Abstract

Iterative-convergence algorithms are frequently used in a variety of domains to build models from large data sets. Cluster implementations of these algorithms are commonly realized using parallel programming models such as MapReduce. However, these implementations suffer from significant performance bottlenecks, especially due to large volumes of network traffic resulting from intermediate data and model updates during the iterations. To address these challenges, we propose partitioned iterative convergence (PIC), a new approach to programming and executing iterative convergence algorithms on frameworks like MapReduce. In PIC, we execute the iterative-convergence computation in two phases - the best-effort phase, which quickly produces a good initial model and the top-off phase, which further refines this model to produce the final solution. The best-effort phase iteratively performs the following steps: (a) partition the input data and the model to create several smaller, model-building sub-problems, (b) independently solve these sub-problems using iterative convergence computations, and (c) merge solutions of the sub-problems to create the next version of the model. This partitioned, loosely coupled execution of the computation produces a model of good quality, while drastically reducing network traffic due to intermediate data and model updates. The top-off phase further refines this model by employing the original iterative-convergence computation on the entire (un-partitioned) problem until convergence. However, the number of iterations executed in the top-off phase is quite small, resulting in a significant overall improvement in performance. We have implemented a library for PIC on top of the Hadoop MapReduce framework, and evaluated it using five popular iterative-convergence algorithms (Page Rank, K-Means clustering, neural network training, linear equation solver and image smoothing). Our evaluations on clusters ranging from 6 nodes to 256 nodes demonstrate a 2.5X-4X speedup compared to conventional implementations using Hadoop.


- _WHAT THIS TASK INVOLVES_: Every line holding the string "name" should be copied from the listing.

- _ENTRIES SUPPLIED_:
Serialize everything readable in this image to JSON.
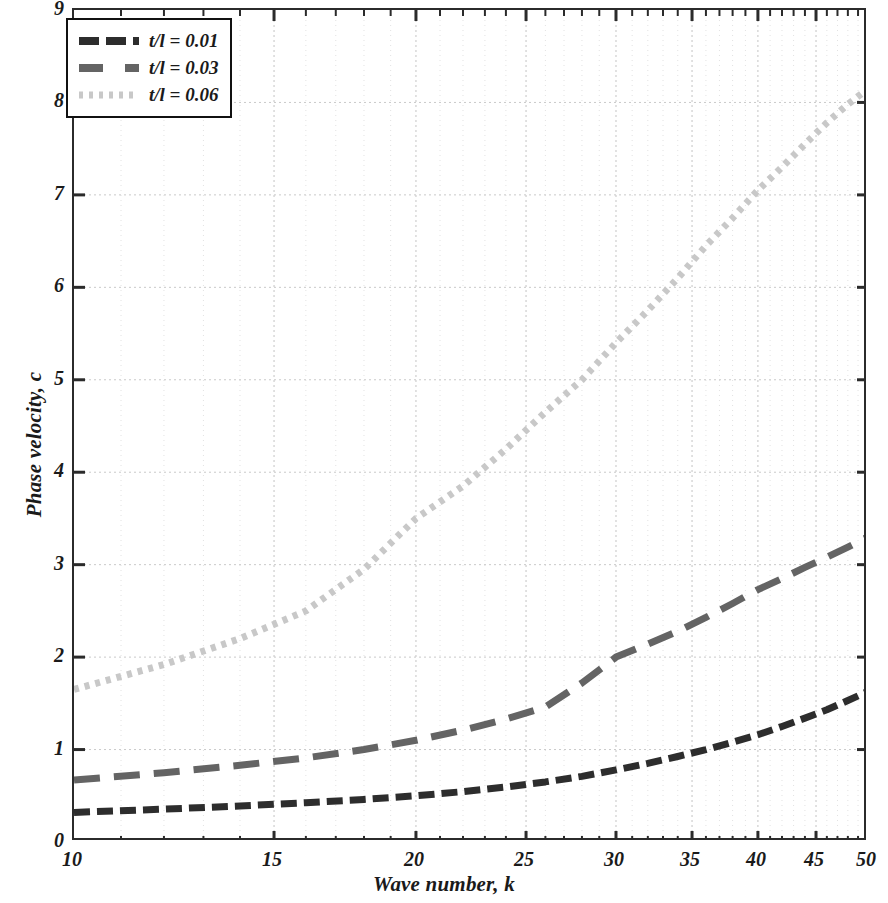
{
  "chart_data": {
    "type": "line",
    "title": "",
    "xlabel": "Wave number, k",
    "ylabel": "Phase velocity, c",
    "xscale": "log",
    "yscale": "linear",
    "xlim": [
      10,
      50
    ],
    "ylim": [
      0,
      9
    ],
    "grid": true,
    "legend_position": "top-left",
    "xticks": [
      10,
      15,
      20,
      25,
      30,
      35,
      40,
      45,
      50
    ],
    "xtick_labels": [
      "10",
      "15",
      "20",
      "25",
      "30",
      "35",
      "40",
      "45",
      "50"
    ],
    "yticks": [
      0,
      1,
      2,
      3,
      4,
      5,
      6,
      7,
      8,
      9
    ],
    "ytick_labels": [
      "0",
      "1",
      "2",
      "3",
      "4",
      "5",
      "6",
      "7",
      "8",
      "9"
    ],
    "x": [
      10,
      12,
      14,
      16,
      18,
      20,
      22,
      24,
      26,
      28,
      30,
      32,
      34,
      36,
      38,
      40,
      42,
      44,
      46,
      48,
      50
    ],
    "series": [
      {
        "name": "t/l = 0.01",
        "label": "t/l = 0.01",
        "color": "#2d2d2d",
        "style": "dashed",
        "dasharray": "16,7",
        "width": 7,
        "values": [
          0.32,
          0.355,
          0.39,
          0.425,
          0.46,
          0.5,
          0.545,
          0.595,
          0.65,
          0.71,
          0.78,
          0.85,
          0.925,
          1.0,
          1.08,
          1.16,
          1.25,
          1.34,
          1.43,
          1.53,
          1.63
        ]
      },
      {
        "name": "t/l = 0.03",
        "label": "t/l = 0.03",
        "color": "#646464",
        "style": "dashed",
        "dasharray": "26,14",
        "width": 7,
        "values": [
          0.67,
          0.75,
          0.83,
          0.91,
          1.0,
          1.1,
          1.21,
          1.33,
          1.46,
          1.72,
          2.0,
          2.14,
          2.28,
          2.43,
          2.58,
          2.73,
          2.85,
          2.97,
          3.08,
          3.19,
          3.3
        ]
      },
      {
        "name": "t/l = 0.06",
        "label": "t/l = 0.06",
        "color": "#c8c8c8",
        "style": "dotted",
        "dasharray": "5,6",
        "width": 7,
        "values": [
          1.65,
          1.92,
          2.2,
          2.5,
          2.95,
          3.5,
          3.85,
          4.25,
          4.65,
          5.0,
          5.4,
          5.75,
          6.1,
          6.45,
          6.75,
          7.05,
          7.3,
          7.55,
          7.78,
          7.98,
          8.15
        ]
      }
    ]
  },
  "legend": {
    "items": [
      {
        "label": "t/l = 0.01"
      },
      {
        "label": "t/l = 0.03"
      },
      {
        "label": "t/l = 0.06"
      }
    ]
  }
}
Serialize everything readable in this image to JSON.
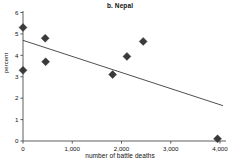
{
  "chart_data": {
    "type": "scatter",
    "title": "b. Nepal",
    "xlabel": "number of battle deaths",
    "ylabel": "percent",
    "xlim": [
      0,
      4100
    ],
    "ylim": [
      0,
      6
    ],
    "xticks": [
      0,
      1000,
      2000,
      3000,
      4000
    ],
    "xtick_labels": [
      "0",
      "1,000",
      "2,000",
      "3,000",
      "4,000"
    ],
    "yticks": [
      0,
      1,
      2,
      3,
      4,
      5,
      6
    ],
    "ytick_labels": [
      "0",
      "1",
      "2",
      "3",
      "4",
      "5",
      "6"
    ],
    "grid": false,
    "legend": null,
    "marker": "diamond",
    "marker_color": "#3a3a3a",
    "points": [
      {
        "x": 0,
        "y": 5.3
      },
      {
        "x": 0,
        "y": 3.3
      },
      {
        "x": 450,
        "y": 4.8
      },
      {
        "x": 460,
        "y": 3.7
      },
      {
        "x": 1820,
        "y": 3.1
      },
      {
        "x": 2110,
        "y": 3.95
      },
      {
        "x": 2440,
        "y": 4.65
      },
      {
        "x": 3950,
        "y": 0.1
      }
    ],
    "series": [
      {
        "name": "battle deaths vs percent",
        "x": [
          0,
          0,
          450,
          460,
          1820,
          2110,
          2440,
          3950
        ],
        "values": [
          5.3,
          3.3,
          4.8,
          3.7,
          3.1,
          3.95,
          4.65,
          0.1
        ]
      }
    ],
    "trendline": {
      "type": "line",
      "x": [
        0,
        4060
      ],
      "values": [
        4.7,
        1.65
      ],
      "color": "#3b3b3b"
    }
  }
}
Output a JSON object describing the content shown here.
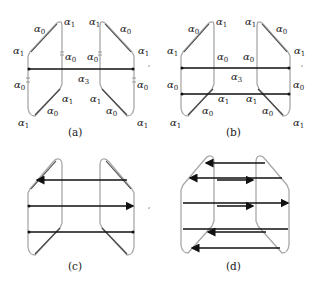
{
  "figure": {
    "panels": [
      {
        "id": "a",
        "caption": "(a)",
        "labels": {
          "left_top": "α",
          "left_top_sub": "1",
          "left_diag": "α",
          "left_diag_sub": "0",
          "left_mid_upper": "α",
          "left_mid_upper_sub": "1",
          "left_inner": "α",
          "left_inner_sub": "0",
          "left_mid_lower": "α",
          "left_mid_lower_sub": "0",
          "left_lower_inner": "α",
          "left_lower_inner_sub": "1",
          "left_lower_diag": "α",
          "left_lower_diag_sub": "0",
          "left_bottom": "α",
          "left_bottom_sub": "1",
          "center": "α",
          "center_sub": "3",
          "right_top": "α",
          "right_top_sub": "1",
          "right_diag": "α",
          "right_diag_sub": "0",
          "right_mid_upper": "α",
          "right_mid_upper_sub": "1",
          "right_inner": "α",
          "right_inner_sub": "0",
          "right_mid_lower": "α",
          "right_mid_lower_sub": "0",
          "right_lower_inner": "α",
          "right_lower_inner_sub": "1",
          "right_lower_diag": "α",
          "right_lower_diag_sub": "0",
          "right_bottom": "α",
          "right_bottom_sub": "1"
        },
        "black_edges": 1
      },
      {
        "id": "b",
        "caption": "(b)",
        "black_edges": 2
      },
      {
        "id": "c",
        "caption": "(c)",
        "black_edges": 3
      },
      {
        "id": "d",
        "caption": "(d)",
        "black_edges": 7
      }
    ],
    "stray_mark": ","
  }
}
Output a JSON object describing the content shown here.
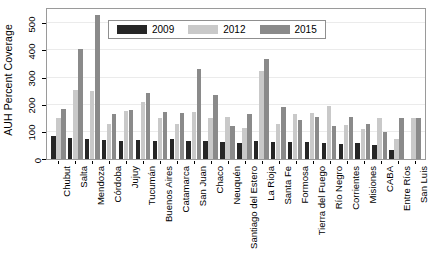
{
  "chart_data": {
    "type": "bar",
    "title": "",
    "xlabel": "",
    "ylabel": "AUH Percent Coverage",
    "ylim": [
      0,
      560
    ],
    "yticks": [
      0,
      100,
      200,
      300,
      400,
      500
    ],
    "grid": true,
    "legend_position": "top-center-inside",
    "categories": [
      "Chubut",
      "Salta",
      "Mendoza",
      "Córdoba",
      "Jujuy",
      "Tucumán",
      "Buenos Aires",
      "Catamarca",
      "San Juan",
      "Chaco",
      "Neuquén",
      "Santiago del Estero",
      "La Rioja",
      "Santa Fe",
      "Formosa",
      "Tierra del Fuego",
      "Río Negro",
      "Corrientes",
      "Misiones",
      "CABA",
      "Entre Ríos",
      "San Luis"
    ],
    "series": [
      {
        "name": "2009",
        "color": "#262626",
        "values": [
          83,
          78,
          72,
          70,
          68,
          70,
          68,
          72,
          66,
          68,
          62,
          60,
          66,
          62,
          64,
          62,
          60,
          56,
          58,
          52,
          35,
          0
        ]
      },
      {
        "name": "2012",
        "color": "#c9c9c9",
        "values": [
          152,
          253,
          250,
          130,
          178,
          210,
          150,
          128,
          175,
          150,
          155,
          115,
          325,
          128,
          165,
          170,
          195,
          125,
          110,
          150,
          75,
          150
        ]
      },
      {
        "name": "2015",
        "color": "#8a8a8a",
        "values": [
          183,
          405,
          530,
          165,
          180,
          245,
          172,
          170,
          330,
          235,
          120,
          165,
          370,
          190,
          143,
          155,
          120,
          155,
          130,
          98,
          150,
          152
        ]
      }
    ]
  },
  "legend": {
    "items": [
      {
        "label": "2009",
        "key": "y2009"
      },
      {
        "label": "2012",
        "key": "y2012"
      },
      {
        "label": "2015",
        "key": "y2015"
      }
    ]
  }
}
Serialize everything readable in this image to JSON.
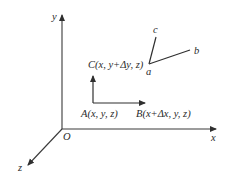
{
  "diagram": {
    "axes": {
      "x_label": "x",
      "y_label": "y",
      "z_label": "z",
      "origin_label": "O"
    },
    "points": {
      "A": "A(x, y, z)",
      "B": "B(x+Δx, y, z)",
      "C": "C(x, y+Δy, z)"
    },
    "deformed": {
      "a": "a",
      "b": "b",
      "c": "c"
    },
    "colors": {
      "line": "#2f2f2f",
      "background": "#ffffff"
    }
  }
}
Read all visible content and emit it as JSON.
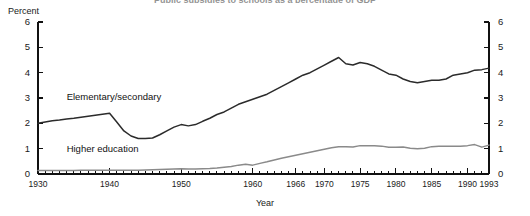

- _TASK RESULT_:
        "name": "t/l = 0.01",
        "name": "t/l = 0.03",
        "name": "t/l = 0.06",
        "name": "battle deaths vs percent",
        "name": "2009",
        "name": "2012",
        "name": "2015",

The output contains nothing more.